Sy Borg wrote: ↑February 2nd, 2023, 3:17 pmAn interesting metaphor: human beings are 'more cracking eggs to make an omelette' than evil. The issue may be that many don't realise that they are cracking. I am not sure that I am particularly mature because I get into stressed whirlpool states and not very practical or not but I realise my own weaknesses and dysfunctions. I have just moved and left the state in a mess but that was because the owner didn't give me enough time to clear it. Also, it was unsafe because the kitchen ceiling collapsed a few days before I left and, fortunately, no one was in there when it fell. I just went into a whirlpool.when the owner phoned me complaining about and I wouldn't say he is evil but lacks awareness of being a cracked egg rather than a beautiful omelette.JackDaydream wrote: ↑February 2nd, 2023, 9:12 amHumans are the only way that Earth life will be able to spread to other worlds. Metaphorically, I think humans are more "cracking eggs to make an omelette" than evil, as such. The child must die so that the adult may live, so to speak.Sy Borg wrote: ↑February 1st, 2023, 5:50 pmI am certainly not of the view that good and evil are concrete absolutes and I do appreciate your point of view, because so much is about human understanding and how ideas of finding balance in between the opposite of 'good' and 'evil' is an intricate dance, with so much interpretation involved. It may be that the major incongruities, where there are violations of others' rights, freedom and abuse of power that 'evil' stands out like an angry, sore thumb, especially in relation to expectations and ethical ideals.JackDaydream wrote: ↑February 1st, 2023, 4:15 pmIt's just how I word it. My substantive points are the same.
It is interesting that you have found a way of thinking about the concepts of good and evil while some on forums seem to dismiss any meaning to them beyond the relative ones ascribed to them. That tendency seems to be a result of the stretching of cultural and moral relativism. The idea of finding balance was emphasised by Jung in the concept of wholeness. He argued that in the Judaeo- Christian tradition there had been an unfortunate emphasis on perfection, which had resulted in a lack of balance. However, finding balance or wholeness may be a difficult one because it requires so much integration of aspects of the personality.
The point is the good and evil are simply a matter of the dance between order/growth and destruction/entropy. The sweet spot - where complexity can exist - is not at the extremes but in balance. What is perfection? A crystal - beautiful, fixed, inert. What is chaos? Messy, unstable, overly dynamic. The sweet spot will contain flawed beauty that is stable, but not fixed.
Note that it's not so easy for an individual to be balanced when the world around is out of balance. Ultimately, balance and stability come with maturity. I do not believe that humanity is mature (duh!). Just as a toddler will rage over BS, so does humanity en masse. Individuals are more mature than entire societies, because the kinds of institutions we have created are in their infancy. And they behave like infants too - voracious in appetite and entirely self-focused.
Meanwhile, the Earth itself is approaching its dotage. It's 4.5 billion years old, and its biology is about 3.7 billion years old. Yet the oceans are due to be evaporated away in less a billion years - and presumably the oceans at 60C - long before they boil away - will already be mostly abiotic.
The point I am labouring over here is that Earthly biology is already over eighty percent into its lifespan. So we have and old, mature Earth and biosphere that contain somewhat mature individual humans who have formed large institutions that are in their infancy.
In thinking about the fate of the earth, the point you make about the earth having reached an advanced progression in its lifespan may be important. Sometimes, discussion about planet earth's ecology seems to attribute 'evil' to humans beings. It may be that the role of humanity is significant but it may be that certain aspects of ecological problems cannot be attributed to human beings as the ultimate source of 'evil' entirely. Humans are part of nature and have a significant role as part of this, but, independently of this, the present earth is probably not an immortal life form, and will wither and die. This may not be acknowledged in some perspectives which may see nature as intrinsically good, casting all the blame on humanity as the force of 'evil' itself.
As far as humans spreading to other worlds, I am surprised that it has not happened given the state of technology and science. As human beings we do spread our trail of mental clutter and debris everywhere we go and it may be hard to take responsibility and acknowledge the messes which we create. The use of terms like good and evil may be about labelling rather than acknowledging the effects of weaknesses.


§ YOUR TASK
Please find all lines in the data that hold the string "left" and copy them.

(Extracted records)
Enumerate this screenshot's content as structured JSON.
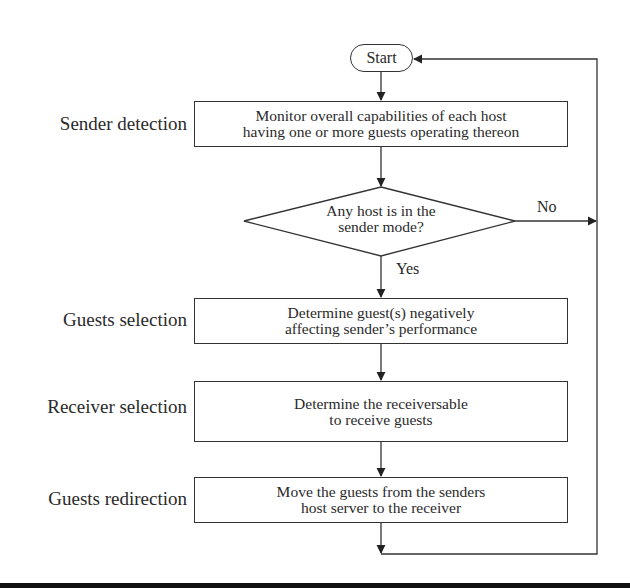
{
  "diagram": {
    "type": "flowchart",
    "start": {
      "label": "Start"
    },
    "stages": [
      {
        "id": "sender-detection",
        "label": "Sender detection",
        "lines": [
          "Monitor overall capabilities of each host",
          "having one or more guests operating thereon"
        ]
      },
      {
        "id": "guests-selection",
        "label": "Guests selection",
        "lines": [
          "Determine guest(s) negatively",
          "affecting sender’s performance"
        ]
      },
      {
        "id": "receiver-selection",
        "label": "Receiver selection",
        "lines": [
          "Determine the receiversable",
          "to receive guests"
        ]
      },
      {
        "id": "guests-redirection",
        "label": "Guests redirection",
        "lines": [
          "Move the guests from the senders",
          "host server to the receiver"
        ]
      }
    ],
    "decision": {
      "lines": [
        "Any host is in the",
        "sender mode?"
      ],
      "yes_label": "Yes",
      "no_label": "No"
    },
    "colors": {
      "line": "#333333",
      "text": "#2a2a2a",
      "background": "#ffffff",
      "bottom_bar": "#111111"
    }
  }
}
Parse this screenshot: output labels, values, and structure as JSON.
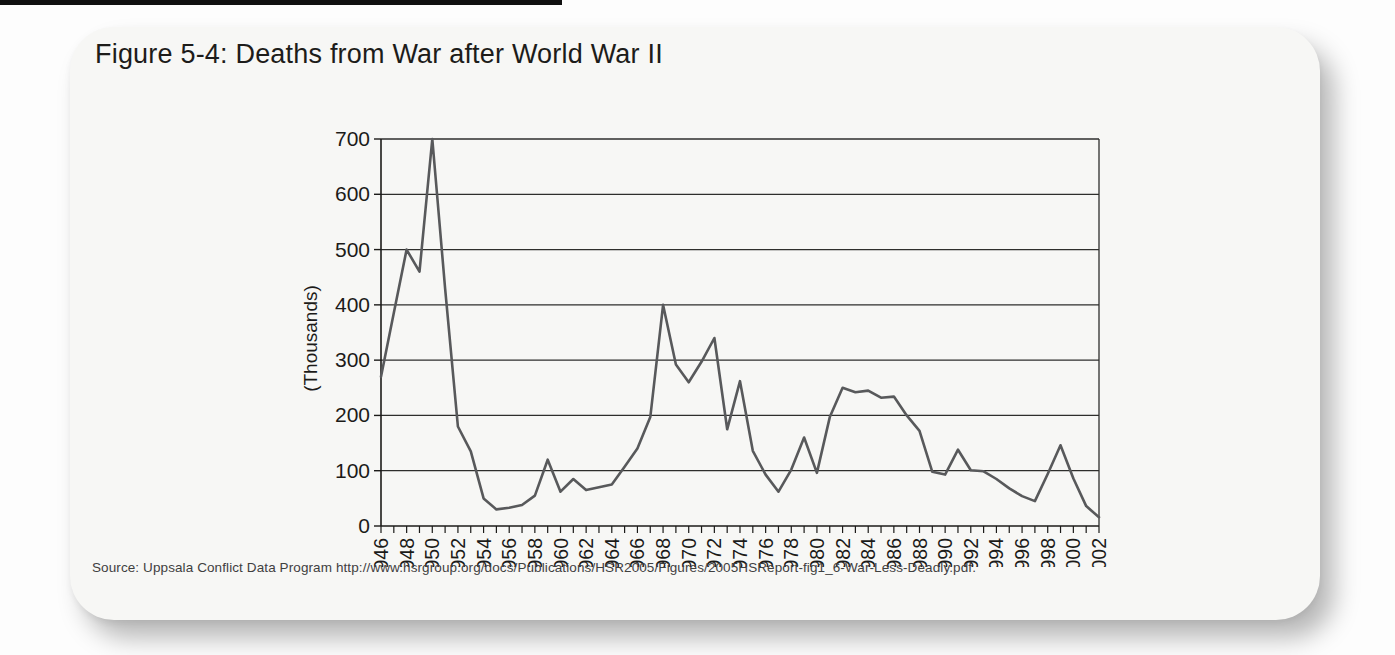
{
  "figure": {
    "title": "Figure 5-4: Deaths from War after World War II",
    "source": "Source: Uppsala Conflict Data Program http://www.hsrgroup.org/docs/Publications/HSR2005/Figures/2005HSReport-fig1_6-War-Less-Deadly.pdf."
  },
  "colors": {
    "card_bg": "#f7f7f5",
    "page_bg": "#fdfdfd",
    "top_strip": "#101010",
    "grid": "#2e2e2c",
    "axis": "#1c1b19",
    "series_line": "#58595b",
    "title_text": "#1d1c1a",
    "source_text": "#3f403f"
  },
  "chart_data": {
    "type": "line",
    "title": "Figure 5-4: Deaths from War after World War II",
    "xlabel": "",
    "ylabel": "(Thousands)",
    "ylim": [
      0,
      700
    ],
    "ytick_interval": 100,
    "xlabel_interval": 2,
    "grid": "horizontal",
    "legend": "none",
    "line_color": "#58595b",
    "categories": [
      1946,
      1947,
      1948,
      1949,
      1950,
      1951,
      1952,
      1953,
      1954,
      1955,
      1956,
      1957,
      1958,
      1959,
      1960,
      1961,
      1962,
      1963,
      1964,
      1965,
      1966,
      1967,
      1968,
      1969,
      1970,
      1971,
      1972,
      1973,
      1974,
      1975,
      1976,
      1977,
      1978,
      1979,
      1980,
      1981,
      1982,
      1983,
      1984,
      1985,
      1986,
      1987,
      1988,
      1989,
      1990,
      1991,
      1992,
      1993,
      1994,
      1995,
      1996,
      1997,
      1998,
      1999,
      2000,
      2001,
      2002
    ],
    "values": [
      270,
      385,
      500,
      460,
      700,
      430,
      180,
      135,
      50,
      30,
      33,
      38,
      55,
      120,
      62,
      85,
      65,
      70,
      75,
      107,
      140,
      197,
      400,
      292,
      260,
      297,
      340,
      175,
      262,
      136,
      93,
      62,
      102,
      160,
      96,
      197,
      250,
      242,
      245,
      232,
      234,
      200,
      172,
      98,
      93,
      138,
      101,
      99,
      85,
      68,
      54,
      45,
      94,
      146,
      86,
      36,
      16
    ]
  }
}
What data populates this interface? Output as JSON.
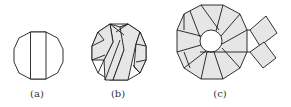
{
  "figure": {
    "panels": [
      {
        "id": "a",
        "label": "(a)",
        "description": "Decagon with single vertical strip"
      },
      {
        "id": "b",
        "label": "(b)",
        "description": "Decagon with woven diagonal strips"
      },
      {
        "id": "c",
        "label": "(c)",
        "description": "Decagonal ring with central hole and two protruding strips"
      }
    ]
  },
  "colors": {
    "stroke": "#1a1a1a",
    "fill": "#e6e6e6",
    "background": "#ffffff",
    "label": "#333333"
  }
}
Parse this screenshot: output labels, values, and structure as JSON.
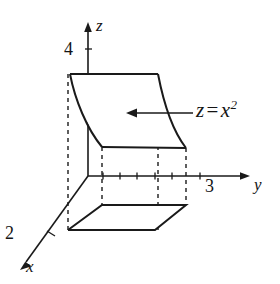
{
  "figure": {
    "type": "3d-coordinate-sketch",
    "ink_color": "#1a1a1a",
    "background_color": "#ffffff",
    "axes": [
      {
        "id": "z",
        "label": "z",
        "direction": "up",
        "arrow": true
      },
      {
        "id": "y",
        "label": "y",
        "direction": "right",
        "arrow": true
      },
      {
        "id": "x",
        "label": "x",
        "direction": "down-left",
        "arrow": true
      }
    ],
    "tick_labels": [
      {
        "id": "z-tick-4",
        "axis": "z",
        "value": "4"
      },
      {
        "id": "y-tick-3",
        "axis": "y",
        "value": "3"
      },
      {
        "id": "x-tick-2",
        "axis": "x",
        "value": "2"
      }
    ],
    "annotation": {
      "id": "surface-equation",
      "lhs": "z",
      "operator": "=",
      "base": "x",
      "exponent": "2",
      "full_text": "z = x²",
      "pointer": "arrow-left"
    },
    "shapes": [
      {
        "id": "parabolic-surface",
        "kind": "curved-sheet",
        "description": "surface z = x^2 rising from base"
      },
      {
        "id": "base-rectangle",
        "kind": "parallelogram",
        "description": "rectangular region in the xy-plane"
      }
    ]
  }
}
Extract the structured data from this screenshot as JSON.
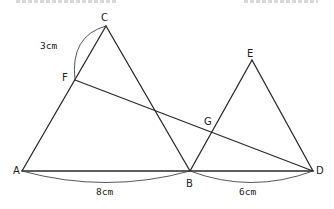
{
  "figure": {
    "points": {
      "A": {
        "label": "A",
        "x": 22,
        "y": 171,
        "lx": 17,
        "ly": 172
      },
      "B": {
        "label": "B",
        "x": 190,
        "y": 171,
        "lx": 190,
        "ly": 186
      },
      "C": {
        "label": "C",
        "x": 106,
        "y": 26,
        "lx": 105,
        "ly": 20
      },
      "D": {
        "label": "D",
        "x": 313,
        "y": 171,
        "lx": 320,
        "ly": 172
      },
      "E": {
        "label": "E",
        "x": 252,
        "y": 60,
        "lx": 251,
        "ly": 56
      },
      "F": {
        "label": "F",
        "x": 75,
        "y": 80,
        "lx": 65,
        "ly": 80
      },
      "G": {
        "label": "G",
        "x": 213,
        "y": 129,
        "lx": 208,
        "ly": 124
      }
    },
    "segments": [
      [
        "A",
        "C"
      ],
      [
        "C",
        "B"
      ],
      [
        "A",
        "B"
      ],
      [
        "B",
        "D"
      ],
      [
        "B",
        "E"
      ],
      [
        "E",
        "D"
      ],
      [
        "F",
        "D"
      ]
    ],
    "measurements": {
      "CF": "3cm",
      "AB": "8cm",
      "BD": "6cm"
    }
  }
}
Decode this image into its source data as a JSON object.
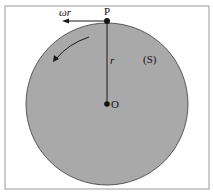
{
  "diagram": {
    "labels": {
      "velocity": "ωr",
      "point_p": "P",
      "radius": "r",
      "surface": "(S)",
      "center": "O"
    },
    "colors": {
      "disk_fill": "#a9a9a9",
      "stroke": "#1a1a1a",
      "frame": "#9a9a9a"
    }
  }
}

§ OUTPUT OF THE TASK
        "direction": "down-left",
      "pointer": "arrow-left"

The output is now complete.